[nfbmi-talk] columbus dispatch on rs issue
joe harcz Comcast
joeharcz at comcast.net
Tue Mar 13 15:30:01 UTC 2012
Deborah Kendrick: Blind vendors fear effort to commercialize highways | The Columbus
Jeff Tolle is living a version of the American dream. He has his own business and loves his job. His wife, Michelle, is his No. 1 employee. Family time
consists of frequent trips to the Columbus Zoo, Kings Island and Cedar Point. Tolle takes his sons, ages 8 and 13, fishing whenever possible at one of
two ponds near the family’s Delaware home. They don’t spend much time worrying about the fact that both boys have inherited Tolle’s eye condition because
life is good, and Tolle always has provided the family with a more than respectable income.
Tolle is just one of thousands of blind Americans who have benefitted from the Randolph-Sheppard Act, a law whose 75th anniversary was recognized in January
by a memorandum from President Barack Obama, encouraging more federal agencies to participate.
If you’ve ever bought snacks or beverages in a post office, courthouse, military base or any other federal agency, chances are you’ve supported blind business
owners.
Tolle’s business, like hundreds of other entrepreneurs in the program called Business Enterprise, consists of vending machines adjacent to rest areas on
interstate and secondary highways.
Under the law, priority is given to blind entrepreneurs in food-service facilities on government properties and, since 1982, vending machines at highway
rest areas. About 40 enterprising individuals in Ohio service the machines that dispense coffee, beverages, snacks and ice cream at rest areas up and down
our major and minor corridors. They buy the supplies, fill the machines, buy their own vehicles to transport goods and equipment, hire others to drive
those vehicles, pay all the necessary taxes for self-employment and balance their own books.
I spoke with several of those Ohio business owners last week, and there were definite refrains in every conversation. They love the work they do. They take
pride in providing a service to the public. And they are terrified that an amendment to the surface-transportation bill, Senate Bill 1813, proposed by
Sen. Rob Portman could have devastating consequences.
If approved, the amendment would render the highways open country for commerce. Historically, commerce on interstate and secondary highways has been permitted
only in the form of the vending machines operated by blind and visually impaired merchants.
The National Federation of the Blind, the National Restaurant Association and the National Association of Truck Stop Operators are just a few of the many
organizations representing both business and disability sectors who are vehemently opposed to any change in the law.

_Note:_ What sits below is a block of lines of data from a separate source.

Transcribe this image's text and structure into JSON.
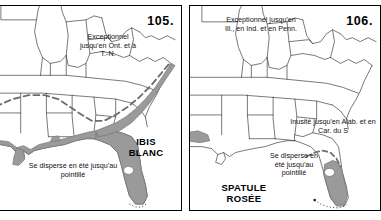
{
  "figure": {
    "type": "range-map-pair",
    "language": "fr",
    "region": "Sud-est des États-Unis",
    "legend_meaning": {
      "gray_fill": "aire de répartition",
      "dashed_line": "limite de dispersion estivale",
      "dotted_line": "pointillé"
    }
  },
  "panels": [
    {
      "id": "left",
      "number": "105.",
      "species": "IBIS\nBLANC",
      "species_line1": "IBIS",
      "species_line2": "BLANC",
      "notes": {
        "northeast": "Exceptionnel jusqu'en Ont. et à T.-N.",
        "dispersal": "Se disperse en été jusqu'au pointillé"
      }
    },
    {
      "id": "right",
      "number": "106.",
      "species": "SPATULE\nROSÉE",
      "species_line1": "SPATULE",
      "species_line2": "ROSÉE",
      "notes": {
        "northeast": "Exceptionnel jusqu'en Ill., en Ind. et en Penn.",
        "unusual": "Inusité jusqu'en Alab. et en Car. du S",
        "dispersal": "Se disperse en été jusqu'au pointillé"
      }
    }
  ],
  "colors": {
    "range_fill": "#9a9a9a",
    "range_stroke": "#6e6e6e",
    "state_line": "#3d3d3d",
    "border": "#000000",
    "background": "#ffffff",
    "text": "#111111"
  }
}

Brendan Flanagan, a spokesman for the National Restaurant Association, said, “This legislation threatens private businesses of all sizes and their employees
who rely on drivers exiting the highway in order to purchase food and conveniences. .?.?. It is anti-competitive and will kill jobs.”
Julie Russell, president of the Ohio Blind Vendors, says that even though her own business is a bank of machines at the Ohio Department of Job and Family
Services, the proposed legislation would have a negative impact on her and others whose businesses are not on the highways.
Everyone in the program pays a percentage of profit into the statewide fund, operated by the Bureau of Services for the Visually Impaired, which is used
for training, maintenance and repair.
Because the rest-area businesses are among the most profitable, those operators pay a much larger share into the statewide pool, thus enabling smaller businesses
such as Russell’s to stay in operation.
“It sounds like we’re just a small number of people,” Tolle said, “but many of the vendors have other employees, both with and without disabilities, and
then there are all those people who are hired on a different contract to clean and empty the trash.”
He is referring to the scores of people, many with developmental disabilities, who are hired for cleaning and general maintenance in the rest areas, whose
jobs depend on the status quo.
An unemployment rate of nearly 70 percent among people with disabilities is something of a national disgrace. The Randolph-Sheppard Act was a big step forward
75 years ago and is one of the smartest things we’re doing to alter that reality. To create any law with the potential to displace hundreds of gainfully
employed people with disabilities — people who are providing a service and taking pride in the work they do — well, it just doesn’t make sense.
Deborah Kendrick is a Cincinnati writer and advocate for people with disabilities.